Japan is only one of many industrialized economies to suffer a
financial crisis in the past 15 years, but it has suffered the most
from its crisis -- as measured in lost output and investment
opportunities, and in the direct costs of clean-up. Comparing the
response of Japanese policy in the 1990s to that of US monetary and
financial policy to the American Savings and Loan Crisis of the
late 1980s sheds light on the reasons for this outcome. This volume
was created by bringing together several leading academics from the
United States and Japan -- plus former senior policymakers from
both countries -- to discuss the challenges to Japanese financial
and monetary policy in the 1990s. The papers address in turn both
the monetary and financial aspects of the crisis, and the
discussants bring together broad themes across the two countries'
experiences.
As the papers in this Special Report demonstrate, while the
Japanese government's policy response to its banking crisis in the
1990s was slow in comparison to that of the US government a decade
earlier, the underlying dynamics were similar. A combination of
mismanaged partial deregulation and regulatory forbearance gave
rise to the crisis and allowed it to deepen, and only the closure
of some banks and injection of new capital into others began the
resolution. The Bank of Japan's monetary policy from the late 1980s
onward, however, was increasingly out of step with US or other
developed country norms. In particular, the Bank of Japan's limited
response to deflation after being granted independence in 1998
stands out as a dangerous and unusual stance.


• [Your task]:
Each entry below should appear again exactly as written, without pictures.

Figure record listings
▬▬▬▬▬▬▬▬▬▬

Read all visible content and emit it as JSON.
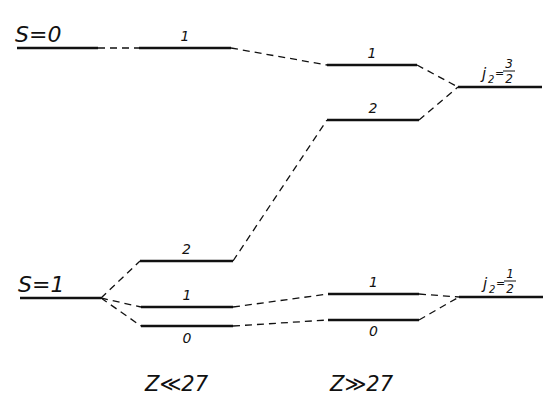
{
  "diagram": {
    "title": "",
    "colors": {
      "ink": "#111111",
      "background": "#ffffff"
    },
    "left_terms": [
      {
        "label": "S=0",
        "x1": 17,
        "x2": 98,
        "y": 48
      },
      {
        "label": "S=1",
        "x1": 20,
        "x2": 101,
        "y": 298
      }
    ],
    "middle_left_levels": [
      {
        "label": "1",
        "x1": 139,
        "x2": 231,
        "y": 48,
        "label_y": 41
      },
      {
        "label": "2",
        "x1": 140,
        "x2": 233,
        "y": 261,
        "label_y": 254
      },
      {
        "label": "1",
        "x1": 141,
        "x2": 233,
        "y": 307,
        "label_y": 300
      },
      {
        "label": "0",
        "x1": 141,
        "x2": 233,
        "y": 326,
        "label_y": 343
      }
    ],
    "middle_right_levels": [
      {
        "label": "1",
        "x1": 327,
        "x2": 417,
        "y": 65,
        "label_y": 58
      },
      {
        "label": "2",
        "x1": 327,
        "x2": 419,
        "y": 120,
        "label_y": 113
      },
      {
        "label": "1",
        "x1": 328,
        "x2": 419,
        "y": 294,
        "label_y": 287
      },
      {
        "label": "0",
        "x1": 328,
        "x2": 419,
        "y": 320,
        "label_y": 336
      }
    ],
    "right_terms": [
      {
        "label_prefix": "j",
        "subscript": "2",
        "numerator": "3",
        "denominator": "2",
        "x1": 458,
        "x2": 542,
        "y": 87
      },
      {
        "label_prefix": "j",
        "subscript": "2",
        "numerator": "1",
        "denominator": "2",
        "x1": 459,
        "x2": 543,
        "y": 297
      }
    ],
    "connectors": [
      {
        "from": [
          98,
          48
        ],
        "to": [
          139,
          48
        ]
      },
      {
        "from": [
          231,
          48
        ],
        "to": [
          327,
          65
        ]
      },
      {
        "from": [
          417,
          65
        ],
        "to": [
          458,
          87
        ]
      },
      {
        "from": [
          419,
          120
        ],
        "to": [
          458,
          87
        ]
      },
      {
        "from": [
          233,
          261
        ],
        "to": [
          327,
          120
        ]
      },
      {
        "from": [
          101,
          298
        ],
        "to": [
          140,
          261
        ]
      },
      {
        "from": [
          101,
          298
        ],
        "to": [
          141,
          307
        ]
      },
      {
        "from": [
          101,
          298
        ],
        "to": [
          141,
          326
        ]
      },
      {
        "from": [
          233,
          307
        ],
        "to": [
          328,
          294
        ]
      },
      {
        "from": [
          233,
          326
        ],
        "to": [
          328,
          320
        ]
      },
      {
        "from": [
          419,
          294
        ],
        "to": [
          459,
          297
        ]
      },
      {
        "from": [
          419,
          320
        ],
        "to": [
          459,
          297
        ]
      }
    ],
    "bottom_labels": [
      {
        "text": "Z≪27",
        "x": 145,
        "y": 391
      },
      {
        "text": "Z≫27",
        "x": 330,
        "y": 391
      }
    ]
  }
}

▬▬▬▬▬▬▬▬▬▬

• [Exercise response]:
Read all visible content and emit it as JSON.
{
  "diagram": {
    "title": "",
    "colors": {
      "ink": "#111111",
      "background": "#ffffff"
    },
    "left_terms": [
      {
        "label": "S=0",
        "x1": 17,
        "x2": 98,
        "y": 48
      },
      {
        "label": "S=1",
        "x1": 20,
        "x2": 101,
        "y": 298
      }
    ],
    "middle_left_levels": [
      {
        "label": "1",
        "x1": 139,
        "x2": 231,
        "y": 48,
        "label_y": 41
      },
      {
        "label": "2",
        "x1": 140,
        "x2": 233,
        "y": 261,
        "label_y": 254
      },
      {
        "label": "1",
        "x1": 141,
        "x2": 233,
        "y": 307,
        "label_y": 300
      },
      {
        "label": "0",
        "x1": 141,
        "x2": 233,
        "y": 326,
        "label_y": 343
      }
    ],
    "middle_right_levels": [
      {
        "label": "1",
        "x1": 327,
        "x2": 417,
        "y": 65,
        "label_y": 58
      },
      {
        "label": "2",
        "x1": 327,
        "x2": 419,
        "y": 120,
        "label_y": 113
      },
      {
        "label": "1",
        "x1": 328,
        "x2": 419,
        "y": 294,
        "label_y": 287
      },
      {
        "label": "0",
        "x1": 328,
        "x2": 419,
        "y": 320,
        "label_y": 336
      }
    ],
    "right_terms": [
      {
        "label_prefix": "j",
        "subscript": "2",
        "numerator": "3",
        "denominator": "2",
        "x1": 458,
        "x2": 542,
        "y": 87
      },
      {
        "label_prefix": "j",
        "subscript": "2",
        "numerator": "1",
        "denominator": "2",
        "x1": 459,
        "x2": 543,
        "y": 297
      }
    ],
    "connectors": [
      {
        "from": [
          98,
          48
        ],
        "to": [
          139,
          48
        ]
      },
      {
        "from": [
          231,
          48
        ],
        "to": [
          327,
          65
        ]
      },
      {
        "from": [
          417,
          65
        ],
        "to": [
          458,
          87
        ]
      },
      {
        "from": [
          419,
          120
        ],
        "to": [
          458,
          87
        ]
      },
      {
        "from": [
          233,
          261
        ],
        "to": [
          327,
          120
        ]
      },
      {
        "from": [
          101,
          298
        ],
        "to": [
          140,
          261
        ]
      },
      {
        "from": [
          101,
          298
        ],
        "to": [
          141,
          307
        ]
      },
      {
        "from": [
          101,
          298
        ],
        "to": [
          141,
          326
        ]
      },
      {
        "from": [
          233,
          307
        ],
        "to": [
          328,
          294
        ]
      },
      {
        "from": [
          233,
          326
        ],
        "to": [
          328,
          320
        ]
      },
      {
        "from": [
          419,
          294
        ],
        "to": [
          459,
          297
        ]
      },
      {
        "from": [
          419,
          320
        ],
        "to": [
          459,
          297
        ]
      }
    ],
    "bottom_labels": [
      {
        "text": "Z≪27",
        "x": 145,
        "y": 391
      },
      {
        "text": "Z≫27",
        "x": 330,
        "y": 391
      }
    ]
  }
}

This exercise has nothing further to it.